A citation from the library
Bernard of Clairvaux, on Song 3:3
Bernard of Clairvaux · c. A.D. 1090–1153
Song 3:3 · Douay-Rheims
“The watchmen who keep the city, found me: Have you seen him, whom my soul loveth?”
On this verse:
“1. "Have you seen him whom my soul loves?" O love headlong, vehement, burning, impetuous, who does not allow anything to be thought of besides yourself, who disdains all other things, who despises everything besides yourself, content with yourself! You confound all order, you disregard custom, you know no measure; everything that seems to belong to propriety, to reason, to modesty, to counsel or judgment, you triumph over in yourself, and you bring into captivity. Behold, everything that this one thinks, and that she speaks, sounds of you, smells of you, and of nothing else: so thoroughly have you claimed for yourself both her heart and her tongue. She says: "Have you seen him whom my soul loves?" As if indeed these men should know what she herself is thinking. You ask about him whom your soul loves? And does he not have a name? And indeed who are you, and who is he? And these things I have said thus on account of the singularity of the speech, and the remarkable carelessness of the words, by which the present Scripture appears quite unlike the rest. Whence in this epithalamium the words are not to be weighed, but the affections. Why is this so, unless because holy love, which is established to be the one subject of this whole volume, is not to be judged by word or tongue, but by work and truth? Love speaks everywhere: and if anyone desires to gain knowledge of these things which are read, let him love. Otherwise, he who does not love approaches in vain to hear or read the song of love: since a cold heart can in no way grasp the fiery speech. For just as one who does not know Greek does not understand one speaking Greek, nor one who is not Latin one speaking Latin, and so with the rest; so the tongue of love will be barbarous to one who does not love, and it will be as sounding brass or a tinkling cymbal (1 Cor 13:1). But these men (I speak of the watchmen), since they too have received from the Spirit that they might love, know what the Spirit speaks, and since the voices of love are perfectly well known to them, they have ready at hand to respond in a like tongue, that is, in the pursuits of love and the offices of devotion.”
Imported from an open dataset — not yet checked against the printed edition.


Directions: Would you copy the lines below exactly and omit the images?
────────────────────────────────────────
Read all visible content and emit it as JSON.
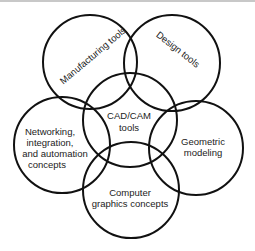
{
  "diagram": {
    "type": "venn-flower",
    "center": {
      "label_line1": "CAD/CAM",
      "label_line2": "tools"
    },
    "petals": [
      {
        "id": "manufacturing",
        "label": "Manufacturing tools"
      },
      {
        "id": "design",
        "label": "Design tools"
      },
      {
        "id": "networking",
        "lines": [
          "Networking,",
          "integration,",
          "and automation",
          "concepts"
        ]
      },
      {
        "id": "geometric",
        "lines": [
          "Geometric",
          "modeling"
        ]
      },
      {
        "id": "graphics",
        "lines": [
          "Computer",
          "graphics concepts"
        ]
      }
    ]
  }
}
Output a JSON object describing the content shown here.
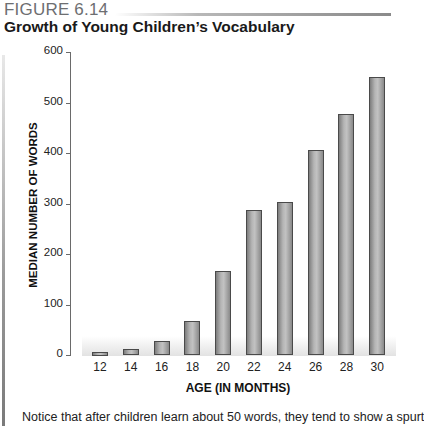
{
  "figure": {
    "label": "FIGURE 6.14",
    "title": "Growth of Young Children’s Vocabulary",
    "caption": "Notice that after children learn about 50 words, they tend to show a spurt"
  },
  "chart_data": {
    "type": "bar",
    "title": "Growth of Young Children’s Vocabulary",
    "xlabel": "AGE (IN MONTHS)",
    "ylabel": "MEDIAN NUMBER OF WORDS",
    "categories": [
      "12",
      "14",
      "16",
      "18",
      "20",
      "22",
      "24",
      "26",
      "28",
      "30"
    ],
    "values": [
      6,
      11,
      28,
      68,
      167,
      287,
      302,
      405,
      477,
      550
    ],
    "ylim": [
      0,
      600
    ],
    "yticks": [
      "0",
      "100",
      "200",
      "300",
      "400",
      "500",
      "600"
    ],
    "grid": false,
    "legend": null,
    "bar_color": "#a8a8a8"
  }
}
────────────────────────────────────────
Written answer:
Read all visible content and emit it as JSON.
{
  "diagram": {
    "type": "venn-flower",
    "center": {
      "label_line1": "CAD/CAM",
      "label_line2": "tools"
    },
    "petals": [
      {
        "id": "manufacturing",
        "label": "Manufacturing tools"
      },
      {
        "id": "design",
        "label": "Design tools"
      },
      {
        "id": "networking",
        "lines": [
          "Networking,",
          "integration,",
          "and automation",
          "concepts"
        ]
      },
      {
        "id": "geometric",
        "lines": [
          "Geometric",
          "modeling"
        ]
      },
      {
        "id": "graphics",
        "lines": [
          "Computer",
          "graphics concepts"
        ]
      }
    ]
  }
}
Output a JSON object describing the content shown here.
{
  "figure": {
    "label": "FIGURE 6.14",
    "title": "Growth of Young Children’s Vocabulary",
    "caption": "Notice that after children learn about 50 words, they tend to show a spurt"
  },
  "chart_data": {
    "type": "bar",
    "title": "Growth of Young Children’s Vocabulary",
    "xlabel": "AGE (IN MONTHS)",
    "ylabel": "MEDIAN NUMBER OF WORDS",
    "categories": [
      "12",
      "14",
      "16",
      "18",
      "20",
      "22",
      "24",
      "26",
      "28",
      "30"
    ],
    "values": [
      6,
      11,
      28,
      68,
      167,
      287,
      302,
      405,
      477,
      550
    ],
    "ylim": [
      0,
      600
    ],
    "yticks": [
      "0",
      "100",
      "200",
      "300",
      "400",
      "500",
      "600"
    ],
    "grid": false,
    "legend": null,
    "bar_color": "#a8a8a8"
  }
}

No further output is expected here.